One interesting scientist from the early years of the development of information science—who was on the losing side of history, to my understanding—is Donald MacKay.


MacKay was a British physicist who suggested that the concept of "meaning" should be included as fundamental to information theory. MacKay's theory was intriguing, but created a profoundly difficult problem, as it brought the realm of human subjectivity into the ostensibly objective world of information science. The difficulties of incorporating MacKay's ideas proved too much to overcome for early computing, and thus became a bit of a dead-end at the time.


I don't pretend to know if MacKay's ideas have since been attempted in information science or not. The cursory evidence says no, considering the overwhelming amount of information online that is divorced from any kind of meaning at all. Out of context "clickbait" snippets are a winning strategy, perhaps THE winning strategy online.


The world we live in places humans as just a node in the great information highway, easily automated away and divorced from what's seen as the superior work of computers and artificial intelligence. Instead of being served by our tools, more often than not, we are the products for computer algorithms.


McKay could be a theorist from our past who had answers we didn't pursue at the time, but that could be pursued now. His ideas on information requiring depth and meaning came to light in the wake of World War II. Viktor Frankl's Man's Search for Meaning was published in 1946, so a theory of information that includes humanity at its core is more than understandable.


The fact that the problem of meaning was too difficult to tackle at the time due to technological limitations is no reason to leave these theories to the dustbin of history today.

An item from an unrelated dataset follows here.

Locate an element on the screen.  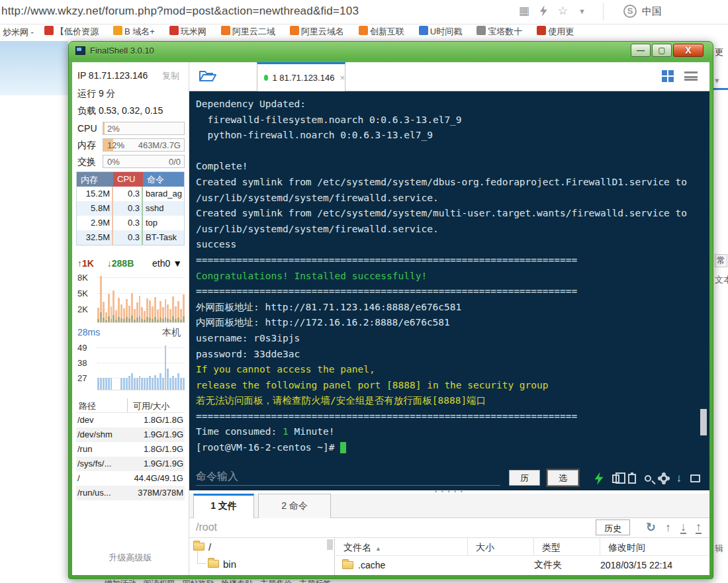
up-arrow-icon: ↑ is located at coordinates (79, 263).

Searching the Fringes to Compose New Ways of Working

My greater point is that breakthrough thinking most often comes from the fringes. It requires dogged persistence and disciplined, sustained concentration over hours, days, months, and even years.

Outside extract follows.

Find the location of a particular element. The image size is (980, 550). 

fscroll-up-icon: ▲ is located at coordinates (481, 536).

Thus, I'm looking to books and research publications from 2010 and earlier, even into the late 19th century, for clues to alternative ways of working and a more human-centered future.

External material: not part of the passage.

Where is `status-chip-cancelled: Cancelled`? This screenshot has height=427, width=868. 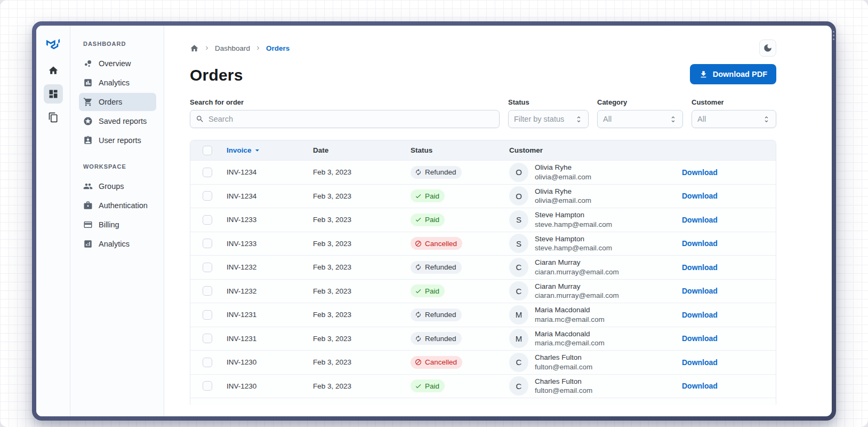 status-chip-cancelled: Cancelled is located at coordinates (436, 243).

I've been searching not only within information technology and business operations literature but also on the edges, in the realm of cultural and literary criticism. In that vein, I recently came across a book published in 1999 that dives deep into the theorizing that brought about our present information age, using a multiple disciplines lens. I won't yet share the title, as I'm only getting started. But the early pages are promising. (If you're wondering, this is where I learned about Donald MacKay.)


My present line of thought may be a dead-end, but that's OK. On the edges of this line of thinking are more paths to potentially pursue, nicely tucked into the bibliographies of books published at the dawn of, and before, the unleashing of the World Wide Web. It's within the journey itself that the adventure lies, where we encounter and bathe ourselves in subjective meaning—not in a Google search that turns up instant answers.


At the very least, my iPhone is tucked away on airplane mode in another room, leaving me here to focus on writing what's become a somewhat lengthy blog post on a Saturday afternoon.


Which, by the way, I was struggling with mightily, and didn't fully come together until after a 40-minute nap. What might that teach us about cognition and focus? Do businesses need to consider defocussing activities like naps, recess, or game time as fundamental strategies that enable breakthrough focus work?


We have to be open to anything. Business life as we've constructed it for knowledge workers is a world full of anxiety and exhausting multitasking. It's making us depressed and feeling without agency over our own lives.


This fact is only made worse in our down time, when all we can think to do is reconnect to the internet and take in new fragments of disconnected junk news, or snippets from our relatives and friends, devoid of any context, depth or meaning.


The way forward just might be in looking to our past.



(1) For a summary of at least 12 studies making the case that our so-called "smart" phones are making us anxious, unfriendly and dumb, see the afterword to the 2020 edition of Nicholas Carr's excellent book, The Shallows: What The Internet is Doing to Our Brains.